Creatine is manufactured by the liver at a rate of about two grams per day and also is readily available in red meat. Thus, creatine levels in the average person are fairly easily maintained.
But the amount produced within the human body is not sufficient to support intense, long periods of exercise.
The creatine sold commercially is produced synthetically because it is not economical to extract it from raw beef.
Creatine can enhance performance and decrease fatigue because it helps muscles make and circulate more adenosine triphosphate (ATP), the energy fuel the body uses for quick, intense activity of short duration such as weightlifting or sprinting.
Because it is a naturally occurring compound, side effects are not as likely, Volek said. And it has proven to be readily handled by the kidneys, he added.
Creatine is recommended to be taken four times a day at five grams per dosage over five days, Clarkson said. At the conclusion of the five-day "loading" phase, the body will have increased its fast energy production.
'Looking for an angle'
Bailey said he is seeing usage among his student-athletes that varies from ingesting two grams a day to 10 grams. And while two grams might be of benefit, he feels 10 is too much.
"But the athlete mentality is if a little is good, a lot is better. Every athlete is looking for an angle," he said.
Creatine has been compared to steroids, but it is not a banned substance.
It usually is sold as a powder that is mixed with water. Some athletes have mixed the supplement with fruit juice, but manufacturers warn the citrus juice will neutralize the creatine monohydrate and negate the benefits of taking the supplement.

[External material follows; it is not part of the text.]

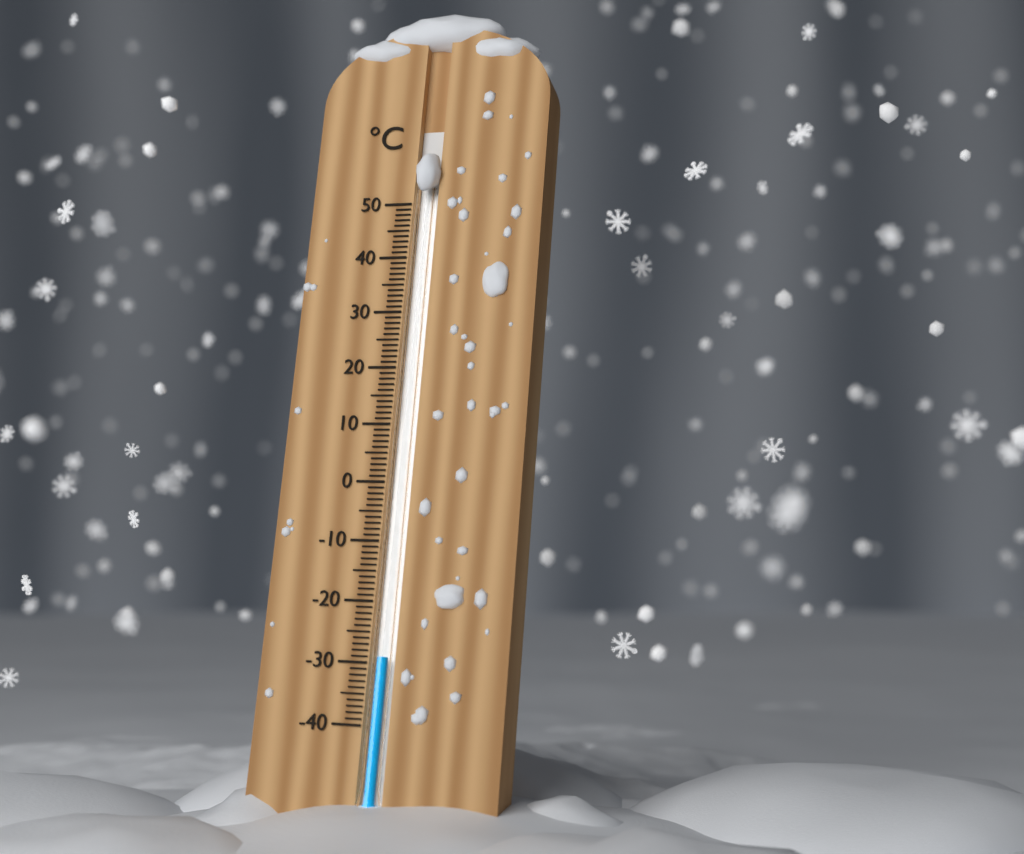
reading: -29 °C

Volek said creatine loading first came to prominence in 1992, when a group of researchers in Sweden wrote a paper about creatine's effect. The researchers were the same ones who developed the carbohydrate-loading concept, he said.

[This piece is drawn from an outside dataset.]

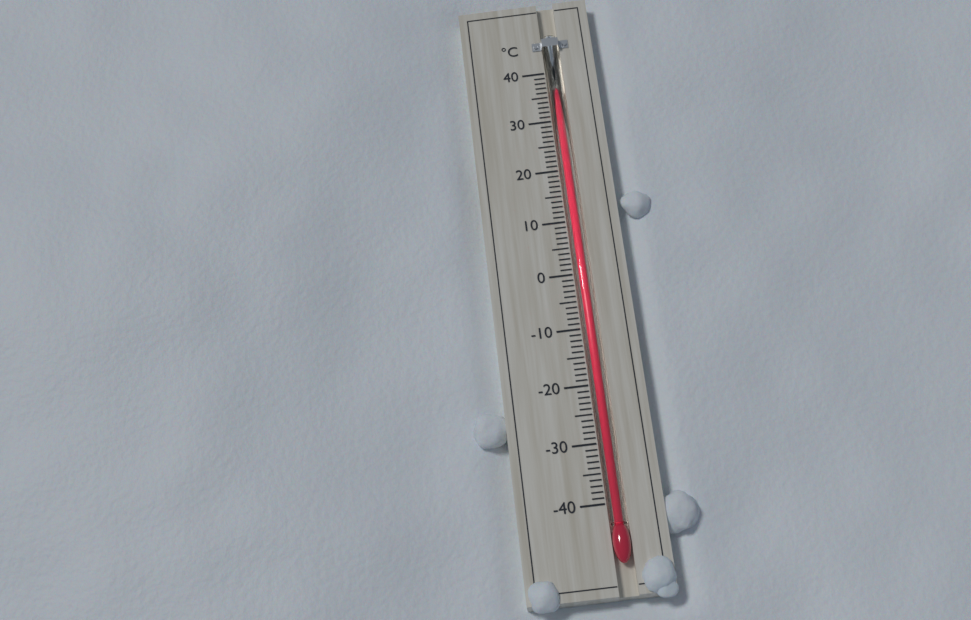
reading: 37 °C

Studies indicate that supplemental use of creatine can increase creatine levels in muscles as much as 20 to 30 percent, Volek said.
The accompanying increased body mass is what makes creatine popular with body builders, Clarkson said.
"It is unclear what the increase in body mass is," Clarkson said. "It could be water. The increase is too quick to be muscle. Body builders use it for appearance."
Clarkson said use of creatine may be of particular benefit to persons who do not have much meat in their diet, such as vegetarians, because their natural level of creatine is lower.
'Could disturb the balance'
Whether there are any negative aspects of creatine from long-term use is unknown. But Clarkson urged caution.
"It probably is not a good idea to use it for a long time," she said. "Our bodies are finely tuned and this could disturb the balance."
Using creatine for the five-day loading period just before a competition would be the ideal use of the supplement, Clarkson said, with use then discontinued until five days before the next competition.
Manufacturers of creatine recommend a five-day loading period, followed by a maintenance program involving about five grams daily.
Creatine has been mostly strongly marketed among weightlifters and body builders, but strength coaches also are encouraging its use now.